Crucial here is that there’s no story here. Fears expressed by elderly Scots are instructive for them showing just how superfluous are central banks. As the global circulation of the dollar makes plain, this circulation including “enemy countries” like Iran, North Korea and Venezuela, money will always migrate to where it’s needed. The Fed once again didn’t circulate hundreds of billions of dollars around the world, but production around the world proved a magnet for hundreds of billions of dollars.
Assuming Westminster doesn’t “allow a breakaway Scotland to continue using the British pound,” fear not. Assuming the pound remains the currency of choice for pensioners and producers alike, so will it remain the currency that liquefies exchange and investment there, along with the currency that pensioners denominate their savings in. As my great friend Bill Meisler likes to point out, “there’s always someone who wants to make a buck.” That being the case, finance denominated in pounds will continue to inform economic activity and savings in Scotland, and will regardless of what “Westminster” desires.
All of which brings us back to the 1930s in the United States. It’s accepted wisdom among followers of the late, frequently great Milton Friedman that the Federal Reserve caused the Great Depression by it supposedly slamming the breaks on so-called “money supply.” A subsequent “money shortage” meant that commerce couldn’t take place, the economy collapsed, etc. One gets the feeling that Friedman’s own views on the matter have been violently perverted over the decades simply because the presumption about a “money shortage” was so ludicrous.
Indeed, as we see now with the dollar’s global circulation, money finds production as opposed to it instigating production. Even if one believed what was laughable, as in even if one believed that the Fed shrank “money supply,” this would have in no way limited U.S. production simply because money is once again not an instigator. It cannot be stressed enough that money is a consequence of production. If dollars had been truly scarce in the ‘30s, then it’s certainly true that other trusted measures of value would have liquefied exchange of U.S. based production much as the dollar liquefies the trade of non-U.S. production today.
The U.S. didn’t have a “money supply” problem in the ‘30s as so many economists still believe; rather it had a production problem born of soaring income tax rates and government spending, massive growth of the regulatory state, record tariffs imposed on foreign goods, and a devaluation of the dollar. For economists to pretend that the Fed caused the 1930s is for those same economists to wholly misunderstand money.

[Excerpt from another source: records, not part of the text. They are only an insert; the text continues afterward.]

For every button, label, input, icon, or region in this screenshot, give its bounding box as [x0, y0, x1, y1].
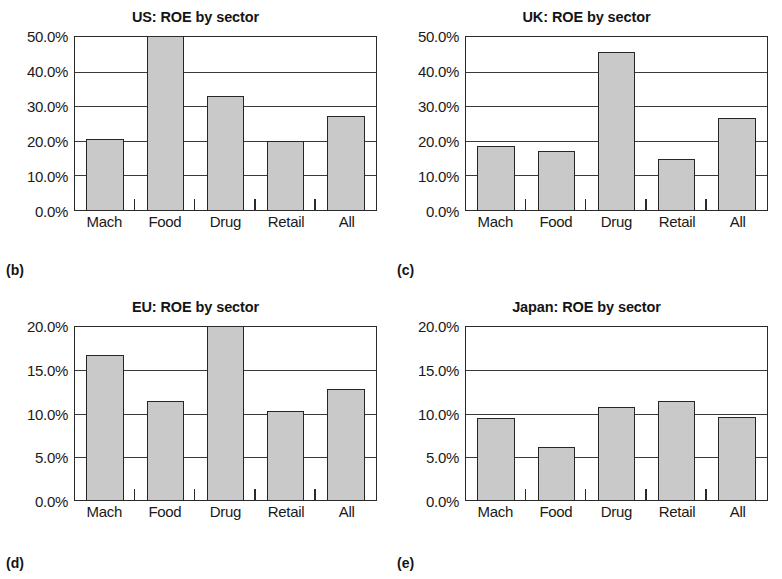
- y-tick-label-japan: 0.0%: [426, 493, 459, 510]
- chart-body-uk: 50.0%40.0%30.0%20.0%10.0%0.0%: [391, 36, 782, 211]
- x-tick-label-us-food: Food: [135, 213, 196, 230]
- bars-layer-japan: [466, 327, 767, 500]
- bar-slot: [135, 37, 195, 210]
- bar-us-retail[interactable]: [267, 141, 304, 210]
- y-tick-label-japan: 20.0%: [418, 318, 459, 335]
- y-tick-label-eu: 15.0%: [27, 361, 68, 378]
- bar-eu-retail[interactable]: [267, 411, 304, 500]
- plot-wrap-eu: [74, 326, 377, 501]
- bar-slot: [195, 37, 255, 210]
- y-axis-uk: 50.0%40.0%30.0%20.0%10.0%0.0%: [391, 36, 465, 211]
- bar-slot: [256, 327, 316, 500]
- plot-area-eu: [74, 326, 377, 501]
- y-tick-label-uk: 50.0%: [418, 28, 459, 45]
- bar-japan-retail[interactable]: [658, 401, 695, 500]
- plot-area-uk: [465, 36, 768, 211]
- x-tick-label-eu-drug: Drug: [195, 503, 256, 520]
- bar-slot: [316, 327, 376, 500]
- bar-uk-mach[interactable]: [477, 146, 514, 210]
- plot-area-us: [74, 36, 377, 211]
- x-tick-label-uk-food: Food: [526, 213, 587, 230]
- bar-slot: [647, 37, 707, 210]
- x-tick-label-uk-drug: Drug: [586, 213, 647, 230]
- chart-body-us: 50.0%40.0%30.0%20.0%10.0%0.0%: [0, 36, 391, 211]
- bar-eu-drug[interactable]: [207, 326, 244, 500]
- y-tick-label-us: 20.0%: [27, 133, 68, 150]
- y-axis-eu: 20.0%15.0%10.0%5.0%0.0%: [0, 326, 74, 501]
- bar-japan-food[interactable]: [538, 447, 575, 500]
- bar-uk-food[interactable]: [538, 151, 575, 211]
- y-tick-label-us: 30.0%: [27, 98, 68, 115]
- bar-slot: [256, 37, 316, 210]
- chart-panel-uk: UK: ROE by sector 50.0%40.0%30.0%20.0%10…: [391, 0, 782, 290]
- chart-title-us: US: ROE by sector: [0, 6, 391, 28]
- y-tick-label-uk: 30.0%: [418, 98, 459, 115]
- bar-us-food[interactable]: [147, 36, 184, 210]
- bar-eu-all[interactable]: [327, 389, 364, 500]
- bars-layer-us: [75, 37, 376, 210]
- x-tick-labels-us: MachFoodDrugRetailAll: [74, 213, 377, 230]
- bar-us-all[interactable]: [327, 116, 364, 210]
- bar-slot: [316, 37, 376, 210]
- x-tick-label-us-mach: Mach: [74, 213, 135, 230]
- bar-japan-all[interactable]: [718, 417, 755, 500]
- y-tick-label-japan: 5.0%: [426, 449, 459, 466]
- chart-body-japan: 20.0%15.0%10.0%5.0%0.0%: [391, 326, 782, 501]
- x-tick-label-japan-drug: Drug: [586, 503, 647, 520]
- y-tick-label-uk: 10.0%: [418, 168, 459, 185]
- bar-slot: [647, 327, 707, 500]
- x-tick-label-japan-all: All: [707, 503, 768, 520]
- y-tick-label-us: 40.0%: [27, 63, 68, 80]
- panel-tag-b: (b): [6, 262, 24, 278]
- y-tick-label-japan: 10.0%: [418, 405, 459, 422]
- bar-uk-drug[interactable]: [598, 52, 635, 210]
- x-tick-label-japan-food: Food: [526, 503, 587, 520]
- bar-eu-food[interactable]: [147, 401, 184, 500]
- bar-japan-mach[interactable]: [477, 418, 514, 500]
- bar-japan-drug[interactable]: [598, 407, 635, 500]
- chart-panel-us: US: ROE by sector 50.0%40.0%30.0%20.0%10…: [0, 0, 391, 290]
- bar-slot: [195, 327, 255, 500]
- x-tick-label-japan-mach: Mach: [465, 503, 526, 520]
- panel-tag-d: (d): [6, 555, 24, 571]
- chart-title-eu: EU: ROE by sector: [0, 296, 391, 318]
- plot-wrap-us: [74, 36, 377, 211]
- x-tick-labels-japan: MachFoodDrugRetailAll: [465, 503, 768, 520]
- bar-slot: [135, 327, 195, 500]
- y-tick-label-us: 0.0%: [35, 203, 68, 220]
- x-tick-label-eu-food: Food: [135, 503, 196, 520]
- bar-slot: [586, 327, 646, 500]
- x-tick-labels-uk: MachFoodDrugRetailAll: [465, 213, 768, 230]
- chart-panel-japan: Japan: ROE by sector 20.0%15.0%10.0%5.0%…: [391, 290, 782, 579]
- bar-slot: [707, 327, 767, 500]
- x-tick-label-eu-retail: Retail: [256, 503, 317, 520]
- y-tick-label-eu: 20.0%: [27, 318, 68, 335]
- plot-wrap-uk: [465, 36, 768, 211]
- bar-uk-retail[interactable]: [658, 159, 695, 210]
- plot-area-japan: [465, 326, 768, 501]
- y-tick-label-eu: 0.0%: [35, 493, 68, 510]
- bar-eu-mach[interactable]: [86, 355, 123, 500]
- y-tick-label-japan: 15.0%: [418, 361, 459, 378]
- panel-tag-e: (e): [397, 555, 414, 571]
- bar-slot: [586, 37, 646, 210]
- bar-uk-all[interactable]: [718, 118, 755, 210]
- bar-slot: [707, 37, 767, 210]
- chart-body-eu: 20.0%15.0%10.0%5.0%0.0%: [0, 326, 391, 501]
- x-tick-label-us-drug: Drug: [195, 213, 256, 230]
- x-tick-label-eu-mach: Mach: [74, 503, 135, 520]
- bars-layer-eu: [75, 327, 376, 500]
- x-tick-label-us-all: All: [316, 213, 377, 230]
- bar-us-drug[interactable]: [207, 96, 244, 210]
- y-tick-label-us: 10.0%: [27, 168, 68, 185]
- y-axis-us: 50.0%40.0%30.0%20.0%10.0%0.0%: [0, 36, 74, 211]
- x-tick-label-uk-mach: Mach: [465, 213, 526, 230]
- y-axis-japan: 20.0%15.0%10.0%5.0%0.0%: [391, 326, 465, 501]
- y-tick-label-uk: 20.0%: [418, 133, 459, 150]
- bar-us-mach[interactable]: [86, 139, 123, 210]
- x-tick-label-japan-retail: Retail: [647, 503, 708, 520]
- y-tick-label-us: 50.0%: [27, 28, 68, 45]
- chart-title-japan: Japan: ROE by sector: [391, 296, 782, 318]
- y-tick-label-eu: 10.0%: [27, 405, 68, 422]
- x-tick-label-uk-all: All: [707, 213, 768, 230]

The good news is that assuming Brexit happens, the latter will prove yet another example of just how incorrect Friedman and other monetarist thinkers were and are about the ‘30s. Assuming Scotland chooses to “remain,” its doing so will in no way limit the “supply” of pounds in Scotland. The only thing that could bring down the supply of the British currency would be shrunken production in Scotland, not a central bank.